Skip to main content

Please note: this event has passed


Speaker: David Kohnen, Hattendorf Historical Center, US Naval War College

Chair: Dr Alan James, War Studies Department

 

Historical studies by naval practitioners of the past remain a fundamental influence upon contemporary debates about the unwritten future of maritime strategy and the role of navies in both peace and war. Given broader questions concerning the role of history in contemporary discussions of future strategy, the past may provide useful context for the future debate. In the nineteenth century, for example, Professor Sir John Knox Laughton of King's College London greatly influenced the development of American maritime strategy through his close association with U.S. Navy Rear Admiral Stephen B. Luce.

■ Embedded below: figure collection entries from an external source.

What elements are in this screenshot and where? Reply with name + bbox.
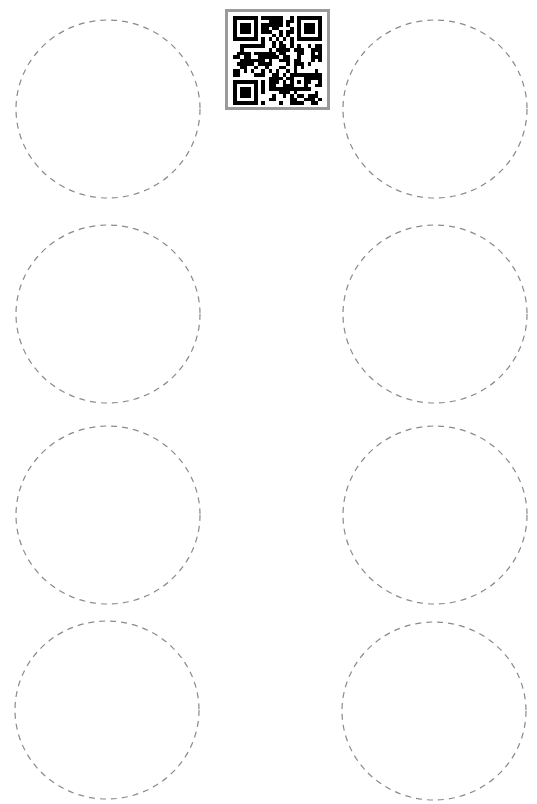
label-circle [13, 619, 201, 801]
label-circle [340, 620, 528, 802]
qr-code-icon [233, 16, 322, 105]
qr-code [225, 9, 330, 110]
label-circle [14, 223, 202, 405]
label-circle [14, 424, 202, 606]
label-circle [341, 18, 529, 200]
label-circle [341, 223, 529, 405]
label-sheet [0, 0, 537, 804]
label-circle [14, 18, 202, 200]
label-circle [341, 424, 529, 606]
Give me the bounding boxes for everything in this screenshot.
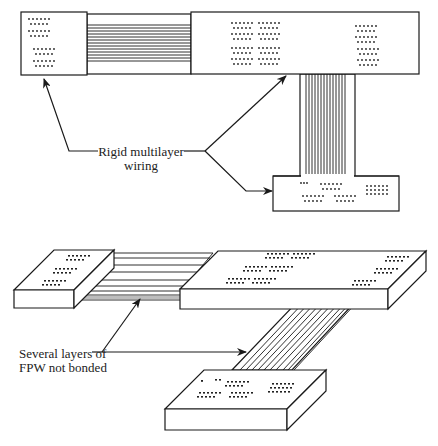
top-label-line-1: Rigid multilayer bbox=[98, 144, 184, 159]
bottom-panel: Several layers of FPW not bonded bbox=[14, 250, 426, 430]
vertical-flex-cable bbox=[300, 74, 355, 178]
left-rigid-block bbox=[14, 250, 114, 308]
top-callout-arrows bbox=[44, 76, 286, 191]
lower-rigid-block bbox=[165, 370, 326, 430]
flex-layers-diagonal bbox=[232, 301, 358, 370]
top-label-line-2: wiring bbox=[124, 158, 158, 173]
main-rigid-block bbox=[180, 251, 426, 309]
diagram-canvas: Rigid multilayer wiring bbox=[0, 0, 438, 446]
lower-rigid-board bbox=[273, 174, 399, 211]
horizontal-flex-cable bbox=[87, 14, 191, 74]
main-rigid-board bbox=[191, 12, 419, 74]
top-panel: Rigid multilayer wiring bbox=[21, 12, 419, 211]
bottom-label-line-2: FPW not bonded bbox=[19, 360, 107, 375]
left-rigid-board bbox=[21, 12, 87, 75]
bottom-label-line-1: Several layers of bbox=[19, 346, 107, 361]
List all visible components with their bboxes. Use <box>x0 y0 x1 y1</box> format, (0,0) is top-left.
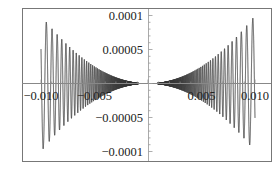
x-tick-label: 0.010 <box>241 89 269 103</box>
y-tick-label: 0.00005 <box>102 43 143 57</box>
plot-frame <box>23 9 272 162</box>
plot-area: −0.010 −0.005 0.005 0.010 0.0001 0.00005… <box>0 0 279 169</box>
y-tick-label: 0.0001 <box>109 9 143 23</box>
x-tick-label: −0.010 <box>23 89 58 103</box>
x-tick-label: 0.005 <box>187 89 215 103</box>
y-tick-label: −0.0001 <box>102 145 143 159</box>
y-tick-label: −0.00005 <box>95 111 143 125</box>
x-tick-label: −0.005 <box>77 89 112 103</box>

The transatlantic relationship between Laughton and Luce ultimately inspired the visions of American "sea power," which radically transformed the military policy of the United States by the dawn of the twentieth century. As the founding President of the Naval War College, Luce used the historical teachings of Laughton as the basis for American concepts in professional naval education, global maritime strategy, and operations in the global maritime arena.

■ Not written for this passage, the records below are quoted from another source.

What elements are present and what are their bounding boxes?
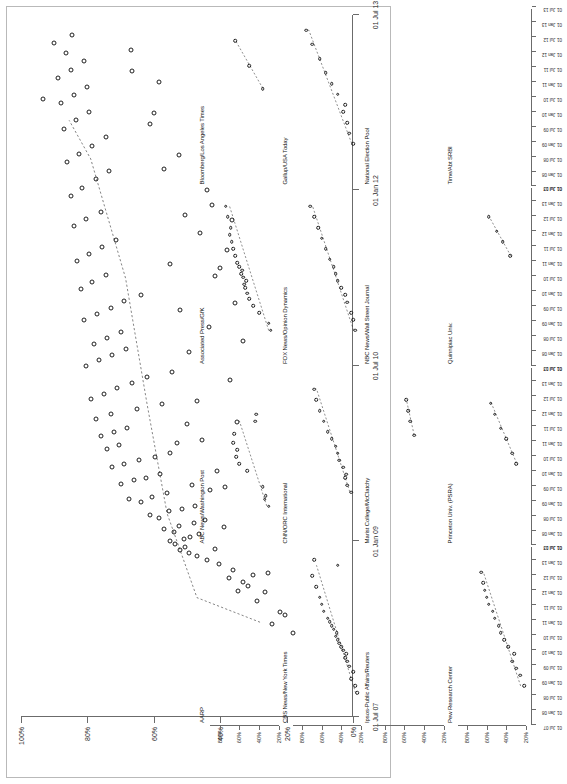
facet-x-tick-label: 01 Jan 12: [542, 231, 562, 236]
facet-title: Princeton Univ. (PSRA): [447, 483, 453, 543]
facet-x-tick: [532, 215, 536, 216]
facet-title: Associated Press/GfK: [199, 308, 205, 364]
facet-title: Time/Abt SRBI: [447, 146, 453, 184]
facet-x-tick: [532, 275, 536, 276]
scatter-point: [185, 421, 190, 426]
facet-y-tick: [487, 726, 488, 730]
scatter-point: [80, 185, 85, 190]
facet-title: Gallup/USA Today: [282, 138, 288, 185]
facet-x-tick: [532, 51, 536, 52]
scatter-point: [121, 299, 126, 304]
facet-y-tick-label: 80%: [217, 732, 223, 755]
scatter-point: [178, 307, 183, 312]
facet-title: AARP: [199, 707, 205, 723]
facet-cell: Gallup/USA Today: [281, 7, 364, 187]
scatter-point: [88, 397, 93, 402]
scatter-point: [116, 442, 121, 447]
facet-cell: NBC News/Wall Street Journal: [363, 187, 446, 367]
scatter-point: [130, 69, 135, 74]
facet-x-tick-label: 01 Jan 10: [542, 112, 562, 117]
facet-cell: Associated Press/GfK: [198, 187, 281, 367]
facet-x-tick-label: 01 Jul 09: [543, 127, 562, 132]
facet-cell: National Election Pool: [363, 7, 446, 187]
facet-x-tick: [532, 21, 536, 22]
scatter-point: [121, 461, 126, 466]
facet-x-tick: [532, 81, 536, 82]
facet-x-tick: [532, 395, 536, 396]
facet-trend-line: [210, 368, 279, 546]
y-tick: [21, 717, 22, 723]
facet-x-tick: [532, 500, 536, 501]
facet-x-tick-label: 01 Jul 12: [543, 396, 562, 401]
facet-x-tick-label: 01 Jul 11: [544, 246, 562, 251]
y-tick-label: 60%: [150, 727, 157, 765]
facet-y-tick-label: 80%: [464, 732, 470, 755]
facet-x-tick-label: 01 Jul 07: [543, 546, 562, 551]
scatter-point: [73, 118, 78, 123]
scatter-point: [62, 126, 67, 131]
facet-plot-area: [293, 548, 362, 726]
facet-x-tick-label: 01 Jul 07: [543, 725, 562, 730]
facet-plot-area: [458, 548, 527, 726]
facet-y-tick-label: 60%: [401, 732, 407, 755]
facet-x-tick: [532, 66, 536, 67]
facet-x-tick: [532, 305, 536, 306]
facet-y-tick: [322, 726, 323, 730]
facet-x-tick-label: 01 Jan 09: [542, 680, 562, 685]
scatter-point: [82, 318, 87, 323]
facet-title: Quinnipiac Univ.: [447, 322, 453, 364]
scatter-point: [55, 76, 60, 81]
facet-x-tick-label: 01 Jul 12: [543, 575, 562, 580]
scatter-point: [170, 369, 175, 374]
scatter-point: [186, 349, 191, 354]
facet-y-tick-label: 20%: [523, 732, 529, 755]
scatter-point: [168, 451, 173, 456]
facet-x-tick-label: 01 Jul 10: [543, 456, 562, 461]
facet-x-tick-label: 01 Jan 11: [542, 620, 562, 625]
facet-plot-area: [375, 548, 444, 726]
facet-y-tick: [341, 726, 342, 730]
facet-y-tick-label: 60%: [319, 732, 325, 755]
facet-title: CNN/ORC International: [282, 483, 288, 544]
scatter-point: [70, 32, 75, 37]
facet-y-tick-label: 40%: [503, 732, 509, 755]
facet-x-tick-label: 01 Jul 11: [544, 605, 562, 610]
scatter-point: [77, 152, 82, 157]
scatter-point: [118, 481, 123, 486]
facet-x-tick-label: 01 Jul 10: [543, 276, 562, 281]
facet-x-tick: [532, 320, 536, 321]
scatter-point: [176, 524, 181, 529]
scatter-point: [65, 160, 70, 165]
scatter-point: [52, 41, 57, 46]
facet-x-tick-label: 01 Jan 08: [542, 351, 562, 356]
scatter-point: [171, 529, 176, 534]
facet-y-tick-label: 80%: [299, 732, 305, 755]
scatter-point: [87, 251, 92, 256]
facet-x-tick-label: 01 Jan 13: [542, 201, 562, 206]
facet-y-tick: [239, 726, 240, 730]
scatter-point: [176, 153, 181, 158]
scatter-point: [118, 330, 123, 335]
facet-title: Marist College/McClatchy: [364, 478, 370, 544]
facet-x-tick: [532, 724, 536, 725]
scatter-point: [165, 491, 170, 496]
facet-title: CBS News/New York Times: [282, 652, 288, 723]
scatter-point: [131, 478, 136, 483]
facet-x-tick: [532, 589, 536, 590]
scatter-point: [160, 401, 165, 406]
scatter-point: [166, 509, 171, 514]
facet-x-tick-label: 01 Jan 10: [542, 291, 562, 296]
facet-x-tick-label: 01 Jan 10: [542, 650, 562, 655]
facet-y-tick-label: 20%: [358, 732, 364, 755]
scatter-point: [108, 411, 113, 416]
y-tick-label: 80%: [84, 727, 91, 765]
facet-x-tick-label: 01 Jan 11: [542, 82, 562, 87]
scatter-point: [175, 441, 180, 446]
facet-trend-line: [458, 548, 527, 726]
facet-x-tick-label: 01 Jul 10: [543, 97, 562, 102]
scatter-point: [186, 550, 191, 555]
facet-title: Ipsos-Public Affairs/Reuters: [364, 652, 370, 723]
facet-x-tick: [532, 604, 536, 605]
facet-x-tick: [532, 186, 536, 187]
facet-y-tick: [526, 726, 527, 730]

Coincident with the death of Luce during the First World War, Sir Julian Corbett also inspired Admiral William S. Sims to organize the "Historical Section" at the Naval War College, which later evolved into the "Battle Studies Group" in the Second World War. From the Trafalgar Campaign of the Napoleonic Wars to the Battle of Jutland of the First World War and beyond to the Battle of Leyte Gulf in the Second World War, historical studies remained the fundamental element in educating American naval practitioners to consider the fundamental role of navies in both peace and war.

Yet, Cold War era trends in academia and among the armed services progressively eroded the influence of history in American war colleges and staff schools, which by extension has influenced problems in American maritime strategy into the twenty-first century. Placing deeper questions concerning the future application of history into the contemporary strategic context, naval service practitioners presently face innumerable challenges as popular myths dominate popular media, global alliances increasingly fall into disrepair, and interservice rivalries fuel greater uncertainty after more recent military misadventures at sea and ashore, in an increasingly disconnected wireless world, and beyond into uncharted maritime frontiers of space.

 

Bio

David Kohnen is director of the John B. Hattendorf Center for Maritime Historical Research at the Naval War College. He received his PhD at King’s College London. Among his published works, Kohnen is the editor of 21st Century Knox: Influence, Sea Power, and History for the Modern Era (Naval Institute Press, 2016). Previously, Kohnen focused on the transatlantic alliance between the British Empire and the United States in Commanders Winn and Knowles: Winning the U-boat War with Intelligence (Enigma, 1999). An upcoming book for the Naval Institute Press will be Two Kings and a Navy: The U.S. Navy of Admiral Ernest J. King and the Fifty Years War for Command at Sea, 1901–1946.

This seminar is part of the long-running ‘King’s Maritime History Seminars’ hosted by the Laughton Naval History Unit (on behalf of the British Commission for Maritime History and the Society for Nautical Research)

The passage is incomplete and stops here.